How it would be possible to approximately estimate time of re-implementing the same application in Rails while already having one implemented in ASP.NET MVC (reason - is another topic, please let's not touch it here).
I am looking for some kind of metrics mapping or something that could possibly provide a rough estimation of time required.
Some details about the current ASP.NET MVC2 (.NET 4) project:
Project Metrics
- Maintainability Index - 85.4 (out of 100)
- Test coverage ~ 80%
- Depth of Inheritance - 1.9
- Class Coupling - 5.5
- Lines of Code - 17859 (9804 excluding tests)
Aprox. number of
- views ~ 200
- custom JavaScripts files ~ 20
- cstom CSS files ~ 20
3rd parties
- Payment processing
- Gespatial (in MSSQL 2008)
- Google Maps Geocoding
- ABRXMLSearch (Australian ABN Lookup service)
- AWS S3
Deployments
- staging
- production
- demo
What I would like to see is approximate number of man-hours required to implement the same system, by the same developers (gurus in .NET, but junior-middle level in Rails).
This project was implemented approximately within 2450 man-hrs.
UPDATE (more about project): Cannot tell a lot about it (you know, all those NDAs), so I'll have to generalise. It is a B2B app that allows to interact between 2 parties (provider - consumer like system). Consumer can 'share' the stuff provider gives to him with other consumers (but the should not know about that). There are number of "legal" processes that need to be followed. There are number of many-to-many allocations with embedded search and different rules related to them when consumer is searching. Sorry for such a "general" explanation, but that's only how far I can go.
What would be a possible formula to estimate this number for a Rail project.
UPDATE: According to comments, other non-formal ways will be better than a mathematical estimation based on a formula (so removing the formula from question).
How would it be possible to make an estimation about re-implementing the project in Rails?
Thanks.
I would strongly advise against trying to calculate an estimate with a formula like the one that you are providing or any other formula for that matter!
Rather than plain guessing (and make it look like "accurate math") my recommendation would be to pick one small module and rewrite it in Ruby and see how the team does. Use past-performance (history) as you guidance rather than hope and hearsay.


Copy out, from the entries below, each line holding the string "square".

[Records from a collection of figures]

<<<<

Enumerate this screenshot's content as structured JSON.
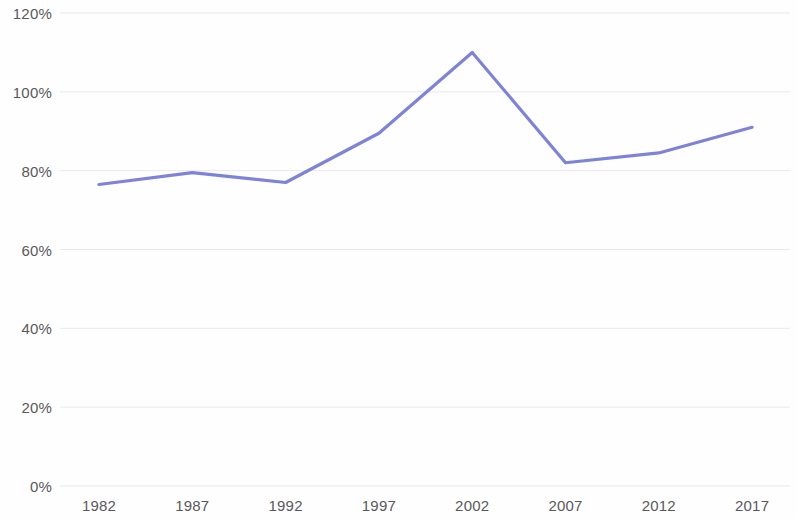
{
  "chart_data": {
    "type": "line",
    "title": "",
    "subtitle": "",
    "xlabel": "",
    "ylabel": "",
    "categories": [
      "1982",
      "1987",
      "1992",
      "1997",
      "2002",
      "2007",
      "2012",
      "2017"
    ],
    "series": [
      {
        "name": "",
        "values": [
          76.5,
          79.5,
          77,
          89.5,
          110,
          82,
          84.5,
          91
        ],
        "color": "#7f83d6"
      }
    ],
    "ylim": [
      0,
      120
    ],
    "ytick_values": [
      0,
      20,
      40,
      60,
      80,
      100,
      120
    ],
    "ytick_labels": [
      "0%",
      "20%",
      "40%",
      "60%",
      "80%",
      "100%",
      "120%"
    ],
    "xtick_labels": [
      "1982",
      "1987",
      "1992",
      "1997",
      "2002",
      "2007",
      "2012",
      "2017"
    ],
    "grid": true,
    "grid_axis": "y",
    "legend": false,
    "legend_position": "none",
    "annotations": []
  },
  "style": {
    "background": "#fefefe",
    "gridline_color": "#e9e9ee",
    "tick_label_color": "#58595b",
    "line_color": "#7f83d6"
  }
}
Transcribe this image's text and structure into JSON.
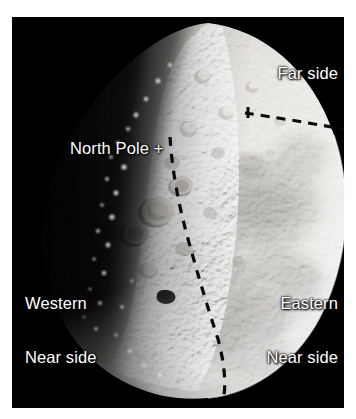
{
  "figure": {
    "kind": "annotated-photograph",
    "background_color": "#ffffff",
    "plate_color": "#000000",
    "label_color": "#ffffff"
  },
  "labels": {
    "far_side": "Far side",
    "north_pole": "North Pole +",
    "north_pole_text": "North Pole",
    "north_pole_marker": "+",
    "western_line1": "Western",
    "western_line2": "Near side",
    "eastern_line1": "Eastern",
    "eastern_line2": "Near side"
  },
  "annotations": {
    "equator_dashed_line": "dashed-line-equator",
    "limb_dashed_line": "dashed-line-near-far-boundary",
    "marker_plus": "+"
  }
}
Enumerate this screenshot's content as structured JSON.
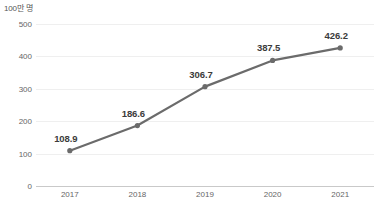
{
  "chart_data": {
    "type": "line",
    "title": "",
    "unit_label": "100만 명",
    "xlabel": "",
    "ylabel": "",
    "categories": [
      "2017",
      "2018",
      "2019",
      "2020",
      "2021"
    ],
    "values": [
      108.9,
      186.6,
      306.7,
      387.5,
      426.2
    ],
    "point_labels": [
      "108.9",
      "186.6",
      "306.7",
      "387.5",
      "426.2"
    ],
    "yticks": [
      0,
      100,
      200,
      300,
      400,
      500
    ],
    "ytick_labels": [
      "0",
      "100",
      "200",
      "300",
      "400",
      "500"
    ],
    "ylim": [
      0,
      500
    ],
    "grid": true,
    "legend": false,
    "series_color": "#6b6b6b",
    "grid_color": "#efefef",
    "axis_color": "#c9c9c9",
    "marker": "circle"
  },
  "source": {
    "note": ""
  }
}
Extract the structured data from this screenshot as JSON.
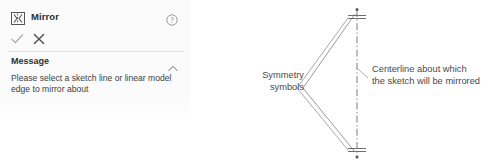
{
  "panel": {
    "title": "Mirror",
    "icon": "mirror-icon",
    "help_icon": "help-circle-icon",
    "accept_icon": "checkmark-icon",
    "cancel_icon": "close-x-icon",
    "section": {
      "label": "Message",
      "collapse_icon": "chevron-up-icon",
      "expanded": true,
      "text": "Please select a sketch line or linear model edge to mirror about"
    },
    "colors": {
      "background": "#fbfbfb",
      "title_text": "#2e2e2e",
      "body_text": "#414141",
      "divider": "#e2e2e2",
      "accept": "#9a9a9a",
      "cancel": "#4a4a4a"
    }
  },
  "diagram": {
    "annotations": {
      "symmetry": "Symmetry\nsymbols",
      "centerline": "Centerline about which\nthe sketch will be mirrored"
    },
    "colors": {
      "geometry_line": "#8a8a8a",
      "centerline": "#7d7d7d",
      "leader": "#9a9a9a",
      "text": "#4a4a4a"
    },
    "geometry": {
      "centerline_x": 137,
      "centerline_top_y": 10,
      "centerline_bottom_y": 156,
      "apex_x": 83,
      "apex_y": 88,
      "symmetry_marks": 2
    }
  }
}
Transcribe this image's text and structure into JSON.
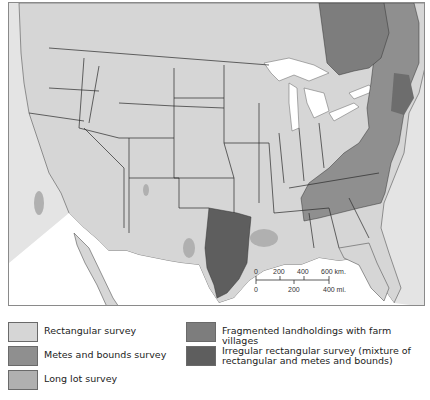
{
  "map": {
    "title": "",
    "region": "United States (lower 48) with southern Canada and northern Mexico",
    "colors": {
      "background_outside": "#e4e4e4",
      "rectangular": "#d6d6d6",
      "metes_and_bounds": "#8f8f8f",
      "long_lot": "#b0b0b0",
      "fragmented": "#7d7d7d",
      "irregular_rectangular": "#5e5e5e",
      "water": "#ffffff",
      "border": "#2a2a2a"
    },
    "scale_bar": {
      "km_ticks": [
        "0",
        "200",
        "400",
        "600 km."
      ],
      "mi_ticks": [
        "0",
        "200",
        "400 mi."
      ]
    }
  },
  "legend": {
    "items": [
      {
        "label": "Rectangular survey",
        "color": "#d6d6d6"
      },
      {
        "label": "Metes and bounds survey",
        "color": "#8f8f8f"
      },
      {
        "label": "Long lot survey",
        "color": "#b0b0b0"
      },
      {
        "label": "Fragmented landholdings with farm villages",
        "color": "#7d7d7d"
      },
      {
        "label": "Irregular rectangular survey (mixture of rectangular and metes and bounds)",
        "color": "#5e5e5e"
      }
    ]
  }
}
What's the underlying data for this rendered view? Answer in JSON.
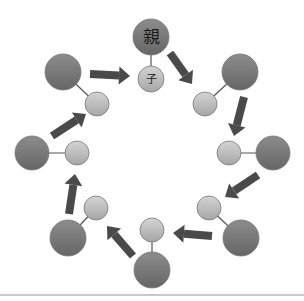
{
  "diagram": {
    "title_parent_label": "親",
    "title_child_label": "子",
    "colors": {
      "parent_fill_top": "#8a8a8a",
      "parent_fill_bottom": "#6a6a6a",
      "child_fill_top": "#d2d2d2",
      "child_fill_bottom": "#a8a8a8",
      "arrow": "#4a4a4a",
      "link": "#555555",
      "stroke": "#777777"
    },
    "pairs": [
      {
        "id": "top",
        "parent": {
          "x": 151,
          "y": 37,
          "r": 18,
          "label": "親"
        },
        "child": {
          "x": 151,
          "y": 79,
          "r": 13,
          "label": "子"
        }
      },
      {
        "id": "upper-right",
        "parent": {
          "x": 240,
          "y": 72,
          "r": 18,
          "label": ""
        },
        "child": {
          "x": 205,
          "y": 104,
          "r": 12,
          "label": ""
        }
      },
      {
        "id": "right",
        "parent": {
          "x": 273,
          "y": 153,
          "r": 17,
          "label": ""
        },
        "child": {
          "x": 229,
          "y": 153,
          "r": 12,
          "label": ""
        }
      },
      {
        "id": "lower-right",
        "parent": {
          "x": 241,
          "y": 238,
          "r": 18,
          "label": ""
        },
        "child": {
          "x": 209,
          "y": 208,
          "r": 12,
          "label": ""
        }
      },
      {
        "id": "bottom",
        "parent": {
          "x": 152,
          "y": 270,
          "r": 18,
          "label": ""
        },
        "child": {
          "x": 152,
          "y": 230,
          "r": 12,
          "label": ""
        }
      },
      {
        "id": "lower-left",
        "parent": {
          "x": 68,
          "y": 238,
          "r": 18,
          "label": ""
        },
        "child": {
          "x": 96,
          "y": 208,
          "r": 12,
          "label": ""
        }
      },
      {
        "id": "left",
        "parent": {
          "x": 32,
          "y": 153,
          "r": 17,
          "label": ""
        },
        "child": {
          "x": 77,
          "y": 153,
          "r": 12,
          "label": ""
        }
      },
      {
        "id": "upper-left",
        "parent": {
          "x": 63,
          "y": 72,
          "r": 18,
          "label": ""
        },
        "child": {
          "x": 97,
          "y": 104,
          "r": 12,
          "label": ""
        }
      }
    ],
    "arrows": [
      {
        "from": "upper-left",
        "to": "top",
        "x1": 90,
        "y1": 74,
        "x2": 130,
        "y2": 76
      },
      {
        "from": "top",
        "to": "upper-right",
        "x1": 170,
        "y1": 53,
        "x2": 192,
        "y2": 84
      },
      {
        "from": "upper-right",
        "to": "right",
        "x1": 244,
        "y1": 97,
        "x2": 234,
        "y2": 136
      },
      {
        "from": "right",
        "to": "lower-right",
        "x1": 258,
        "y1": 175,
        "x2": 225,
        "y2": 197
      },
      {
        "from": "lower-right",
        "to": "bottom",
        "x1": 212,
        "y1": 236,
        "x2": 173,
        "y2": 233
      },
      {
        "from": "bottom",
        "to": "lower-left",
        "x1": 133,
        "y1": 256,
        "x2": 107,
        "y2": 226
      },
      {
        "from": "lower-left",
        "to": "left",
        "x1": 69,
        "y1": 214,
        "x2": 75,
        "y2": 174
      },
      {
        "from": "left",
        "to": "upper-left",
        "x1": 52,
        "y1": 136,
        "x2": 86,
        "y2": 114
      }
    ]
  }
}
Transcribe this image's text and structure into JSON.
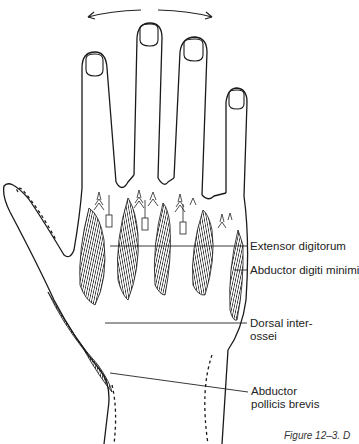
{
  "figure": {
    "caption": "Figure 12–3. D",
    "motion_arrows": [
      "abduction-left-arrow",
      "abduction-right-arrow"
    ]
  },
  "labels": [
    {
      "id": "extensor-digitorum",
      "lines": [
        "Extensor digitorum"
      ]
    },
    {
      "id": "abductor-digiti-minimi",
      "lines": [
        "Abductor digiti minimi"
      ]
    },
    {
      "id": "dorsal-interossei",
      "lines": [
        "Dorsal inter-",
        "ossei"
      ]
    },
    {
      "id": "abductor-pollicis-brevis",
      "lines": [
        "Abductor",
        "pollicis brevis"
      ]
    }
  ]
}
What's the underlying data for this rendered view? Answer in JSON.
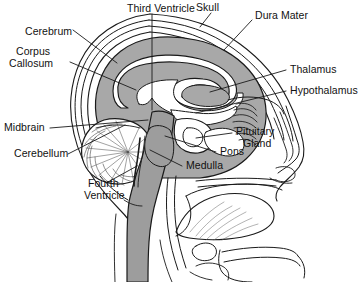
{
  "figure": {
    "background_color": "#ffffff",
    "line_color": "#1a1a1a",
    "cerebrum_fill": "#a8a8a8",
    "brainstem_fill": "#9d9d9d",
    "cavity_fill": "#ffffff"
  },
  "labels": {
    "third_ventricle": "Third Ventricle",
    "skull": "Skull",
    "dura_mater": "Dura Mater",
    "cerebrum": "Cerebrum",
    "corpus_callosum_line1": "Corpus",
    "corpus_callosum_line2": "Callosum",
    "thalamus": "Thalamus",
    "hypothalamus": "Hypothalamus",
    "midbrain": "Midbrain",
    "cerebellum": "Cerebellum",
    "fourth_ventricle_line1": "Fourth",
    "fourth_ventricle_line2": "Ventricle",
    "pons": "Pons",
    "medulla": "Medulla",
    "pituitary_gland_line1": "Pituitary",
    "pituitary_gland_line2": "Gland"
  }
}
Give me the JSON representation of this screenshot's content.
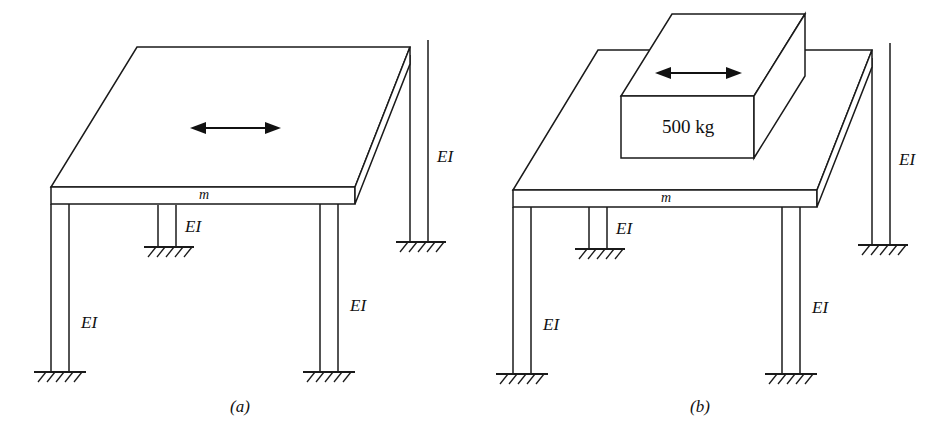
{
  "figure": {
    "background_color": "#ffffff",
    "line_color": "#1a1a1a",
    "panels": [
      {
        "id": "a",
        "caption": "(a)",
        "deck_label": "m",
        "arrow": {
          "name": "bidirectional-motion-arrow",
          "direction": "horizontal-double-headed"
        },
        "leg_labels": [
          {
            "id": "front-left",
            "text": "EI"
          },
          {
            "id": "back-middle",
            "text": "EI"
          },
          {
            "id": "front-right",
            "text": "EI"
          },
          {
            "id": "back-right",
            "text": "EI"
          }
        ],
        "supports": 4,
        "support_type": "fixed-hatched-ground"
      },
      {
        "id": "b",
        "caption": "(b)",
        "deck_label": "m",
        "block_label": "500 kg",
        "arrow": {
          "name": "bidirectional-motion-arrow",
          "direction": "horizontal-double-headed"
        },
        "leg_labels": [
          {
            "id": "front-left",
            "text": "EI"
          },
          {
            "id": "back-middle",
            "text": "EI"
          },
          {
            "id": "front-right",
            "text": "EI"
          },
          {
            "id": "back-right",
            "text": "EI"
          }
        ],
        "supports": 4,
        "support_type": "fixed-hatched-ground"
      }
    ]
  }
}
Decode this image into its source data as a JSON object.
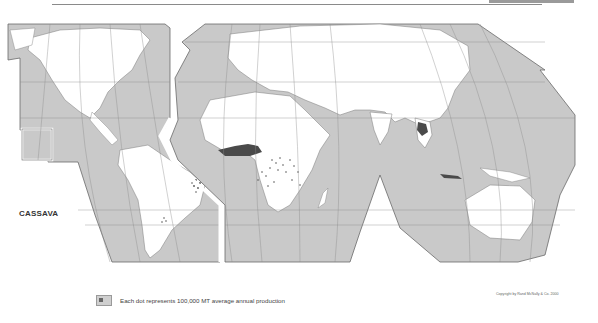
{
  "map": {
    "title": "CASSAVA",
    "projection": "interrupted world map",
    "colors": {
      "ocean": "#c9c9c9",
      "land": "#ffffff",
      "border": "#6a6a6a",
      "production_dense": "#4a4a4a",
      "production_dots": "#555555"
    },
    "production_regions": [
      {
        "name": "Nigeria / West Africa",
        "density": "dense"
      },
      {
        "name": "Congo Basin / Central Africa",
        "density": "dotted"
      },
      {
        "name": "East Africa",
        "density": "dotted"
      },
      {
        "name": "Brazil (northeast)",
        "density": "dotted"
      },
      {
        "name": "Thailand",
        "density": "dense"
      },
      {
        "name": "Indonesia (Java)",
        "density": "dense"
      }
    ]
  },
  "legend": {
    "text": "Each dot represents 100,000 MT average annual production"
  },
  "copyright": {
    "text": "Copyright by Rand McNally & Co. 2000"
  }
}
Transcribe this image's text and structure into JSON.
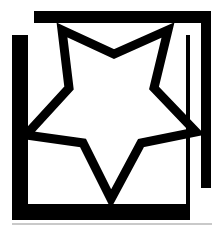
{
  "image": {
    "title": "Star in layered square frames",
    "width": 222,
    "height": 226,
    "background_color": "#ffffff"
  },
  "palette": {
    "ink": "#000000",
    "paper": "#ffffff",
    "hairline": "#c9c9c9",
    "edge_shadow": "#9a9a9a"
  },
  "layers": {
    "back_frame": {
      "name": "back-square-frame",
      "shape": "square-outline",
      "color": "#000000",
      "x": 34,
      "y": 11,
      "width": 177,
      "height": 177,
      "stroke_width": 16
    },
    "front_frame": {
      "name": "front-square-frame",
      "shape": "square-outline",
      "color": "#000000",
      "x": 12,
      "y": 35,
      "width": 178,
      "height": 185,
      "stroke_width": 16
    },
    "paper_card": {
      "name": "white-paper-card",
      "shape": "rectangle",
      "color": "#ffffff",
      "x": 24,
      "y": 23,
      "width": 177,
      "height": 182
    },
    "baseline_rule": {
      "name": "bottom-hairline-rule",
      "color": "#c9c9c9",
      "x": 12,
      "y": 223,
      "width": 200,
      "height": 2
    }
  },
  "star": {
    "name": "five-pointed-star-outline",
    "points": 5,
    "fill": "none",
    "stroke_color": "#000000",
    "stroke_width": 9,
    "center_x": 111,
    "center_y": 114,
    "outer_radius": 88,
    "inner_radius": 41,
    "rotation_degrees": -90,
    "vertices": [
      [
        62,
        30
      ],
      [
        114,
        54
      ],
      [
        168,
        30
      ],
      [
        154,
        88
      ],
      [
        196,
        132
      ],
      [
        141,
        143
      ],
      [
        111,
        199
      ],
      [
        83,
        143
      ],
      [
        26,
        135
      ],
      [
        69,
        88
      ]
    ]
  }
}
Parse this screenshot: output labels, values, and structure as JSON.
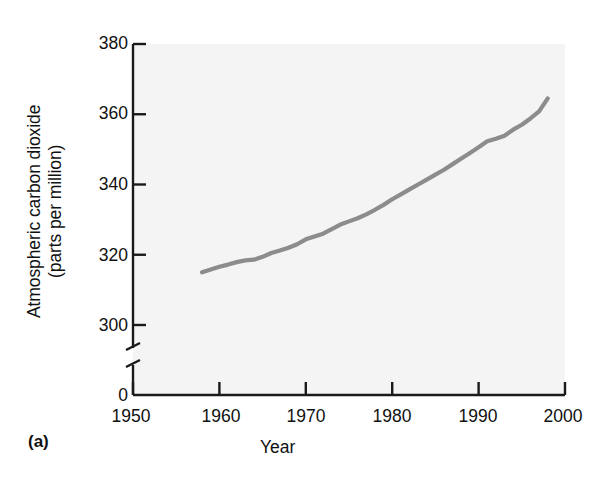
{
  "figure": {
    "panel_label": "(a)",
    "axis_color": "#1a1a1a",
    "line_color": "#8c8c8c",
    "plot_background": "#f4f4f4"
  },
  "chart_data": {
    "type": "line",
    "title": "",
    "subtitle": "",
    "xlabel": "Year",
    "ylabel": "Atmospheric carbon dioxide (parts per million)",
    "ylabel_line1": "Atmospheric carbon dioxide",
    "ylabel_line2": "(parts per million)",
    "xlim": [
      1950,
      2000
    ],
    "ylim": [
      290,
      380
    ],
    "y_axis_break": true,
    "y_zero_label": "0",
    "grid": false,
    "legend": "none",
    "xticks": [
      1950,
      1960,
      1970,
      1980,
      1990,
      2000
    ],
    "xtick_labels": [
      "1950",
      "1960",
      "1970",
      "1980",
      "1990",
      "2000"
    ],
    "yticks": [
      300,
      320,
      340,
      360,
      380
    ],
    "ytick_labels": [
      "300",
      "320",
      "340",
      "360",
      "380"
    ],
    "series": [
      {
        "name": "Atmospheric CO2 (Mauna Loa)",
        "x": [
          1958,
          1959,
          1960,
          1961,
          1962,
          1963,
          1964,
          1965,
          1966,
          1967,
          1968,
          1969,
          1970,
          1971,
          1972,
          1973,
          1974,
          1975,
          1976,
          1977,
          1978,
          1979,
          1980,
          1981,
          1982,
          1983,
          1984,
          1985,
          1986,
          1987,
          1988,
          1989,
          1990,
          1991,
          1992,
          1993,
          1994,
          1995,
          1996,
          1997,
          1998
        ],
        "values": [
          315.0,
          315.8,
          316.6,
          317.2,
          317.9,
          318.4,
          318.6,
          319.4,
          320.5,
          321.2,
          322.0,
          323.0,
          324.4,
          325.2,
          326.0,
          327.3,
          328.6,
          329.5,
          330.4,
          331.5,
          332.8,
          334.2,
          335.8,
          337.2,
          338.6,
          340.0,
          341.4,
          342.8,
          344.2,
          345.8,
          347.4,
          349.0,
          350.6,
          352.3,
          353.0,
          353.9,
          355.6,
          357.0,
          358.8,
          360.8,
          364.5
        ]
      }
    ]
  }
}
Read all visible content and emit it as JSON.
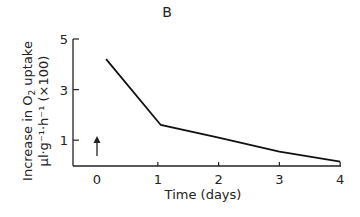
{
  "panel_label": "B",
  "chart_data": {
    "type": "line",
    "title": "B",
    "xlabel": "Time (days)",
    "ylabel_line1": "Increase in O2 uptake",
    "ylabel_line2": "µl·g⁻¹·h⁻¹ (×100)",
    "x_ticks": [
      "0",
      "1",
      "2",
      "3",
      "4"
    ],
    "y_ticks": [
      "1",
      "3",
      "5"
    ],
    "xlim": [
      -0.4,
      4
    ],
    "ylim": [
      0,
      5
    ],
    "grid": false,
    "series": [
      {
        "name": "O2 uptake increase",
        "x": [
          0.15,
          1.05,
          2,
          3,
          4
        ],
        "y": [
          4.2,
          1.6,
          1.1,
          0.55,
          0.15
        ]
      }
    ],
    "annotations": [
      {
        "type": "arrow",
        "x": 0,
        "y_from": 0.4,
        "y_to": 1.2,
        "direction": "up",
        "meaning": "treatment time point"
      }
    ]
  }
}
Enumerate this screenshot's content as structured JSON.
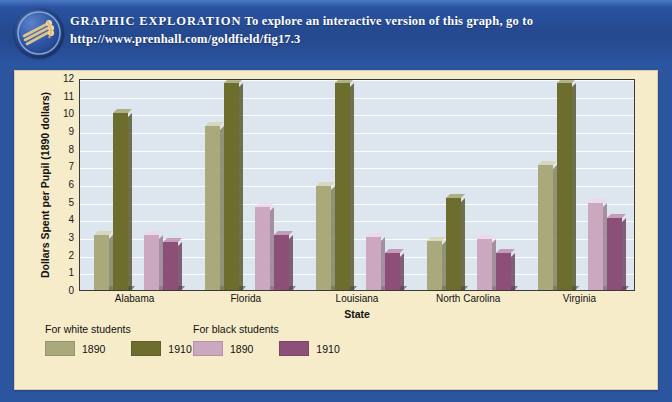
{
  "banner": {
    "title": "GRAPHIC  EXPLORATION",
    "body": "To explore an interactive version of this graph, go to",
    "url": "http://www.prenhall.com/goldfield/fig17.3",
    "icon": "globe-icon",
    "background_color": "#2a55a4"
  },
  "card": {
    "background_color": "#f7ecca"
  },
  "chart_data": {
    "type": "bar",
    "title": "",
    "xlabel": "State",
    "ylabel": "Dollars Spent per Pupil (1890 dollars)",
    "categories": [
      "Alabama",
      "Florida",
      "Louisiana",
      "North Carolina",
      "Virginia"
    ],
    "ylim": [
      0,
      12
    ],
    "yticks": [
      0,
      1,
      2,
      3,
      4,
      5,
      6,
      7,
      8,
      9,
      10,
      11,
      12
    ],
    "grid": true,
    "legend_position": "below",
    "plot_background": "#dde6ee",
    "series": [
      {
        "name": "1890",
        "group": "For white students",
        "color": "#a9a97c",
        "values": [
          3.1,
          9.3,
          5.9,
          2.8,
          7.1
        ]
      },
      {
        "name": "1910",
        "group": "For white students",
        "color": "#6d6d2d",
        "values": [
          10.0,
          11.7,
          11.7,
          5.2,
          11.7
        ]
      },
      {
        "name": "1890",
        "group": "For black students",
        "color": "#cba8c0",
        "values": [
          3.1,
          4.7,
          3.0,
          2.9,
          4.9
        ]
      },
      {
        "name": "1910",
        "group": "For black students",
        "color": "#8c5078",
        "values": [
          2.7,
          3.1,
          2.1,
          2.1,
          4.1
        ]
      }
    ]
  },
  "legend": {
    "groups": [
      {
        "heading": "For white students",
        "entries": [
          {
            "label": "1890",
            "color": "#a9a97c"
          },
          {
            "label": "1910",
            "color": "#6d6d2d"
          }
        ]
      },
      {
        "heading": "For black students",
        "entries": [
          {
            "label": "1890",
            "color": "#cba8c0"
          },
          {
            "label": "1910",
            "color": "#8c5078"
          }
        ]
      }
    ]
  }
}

>>>>

_Output below_:
    "title": "Star in layered square frames",
      "name": "back-square-frame",
      "shape": "square-outline",
      "name": "front-square-frame",
      "shape": "square-outline",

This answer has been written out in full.